Whenever I listen to a controversial US debates about politics and somebody is criticizing another one’s belief I often hear the phrase/argument “oh this doesn’t sound very american” even in presidential debates.
I never heard this in a german, spanish or british debate.Why is it use so often? It sounds very awkward, uneducated and fluffy to me

13 comments
  1. “That is not in accordance with our national values,” is a common political statement everywhere. 🙄

  2. It might be a New World thing because I’ve definitely heard it in controversial Canadian and Australian political discussions.

    I could be mistaken, but wasn’t “Britishness” also a huge part of the Brexit debates when all that was going on? 

  3. To badly quote Margaret Thatcher “Europe was Created by History, America by Philosophy”.

    There are a few shared philosophical values that are at the core of being American, regardless of the other political opinions that we may hold. The fastest way to delegitimize a political opponent is to show that they violate one of these core principles. That is what that claim attempts to do. As you noticed though it is used often which basically robs it of all true meaning unless you can clearly demonstrate said violations.

  4. It depends. It’s often a dog whistle for “this person doesn’t share our values” where “our” and “values” are seldom articulated. It’s sometimes a hand-wavey way to cast aspersions on someone’s character, rather than challenging the things they say.

  5. The long form version of that is “this isn’t compatible with our shared values as a country”.

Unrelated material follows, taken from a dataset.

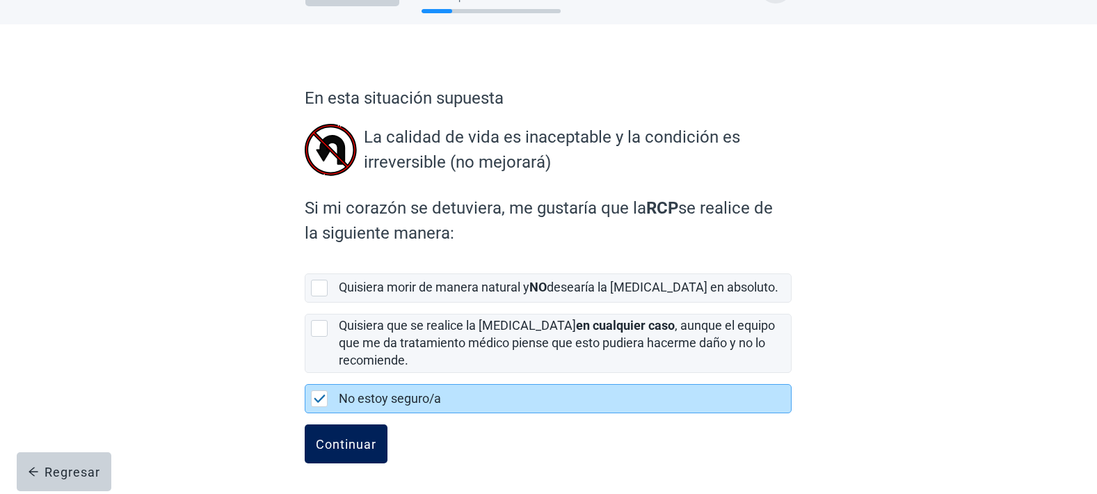 The image size is (1097, 494). What do you see at coordinates (574, 150) in the screenshot?
I see `p: La calidad de vida es inaceptable y la condición es irreversible (no mejorará)` at bounding box center [574, 150].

    Sometimes that may really be applicable (if an opponent is a advocating for undemocratic policies or for a country diametrically opposed to the US and its way of life), sometimes it’s just a cheap political attack (banning/legalizing owning dragons is un-American!).

  6. We’d need to see examples of what it’s being used in response to. It’s almost guaranteed that the prompt is something that goes against the principles/mores of our founding values, or what is considered “American” today.

  7. It’s not a cultural or ethnic thing, it’s usually shorthand for saying something that sounds counter to our values as laid out in the US constitution, or the values of an open, pluralistic democracy,

    Someone will object that someone’s views are “very unAmerican” or something like that.

  8. When a political candidate clearly has no regard for the Constitution and the priniciples in that document then we describe them as unamerican.

    I think the reasoning is obvious.

  9. I always hear it associated with Police. Because there isn’t a good reason to endorse the cops, their proponents need to fall back on whatever they can.

  10. Because America is held together by civic nationalism which is basically shared philosophy, ideals, and lore.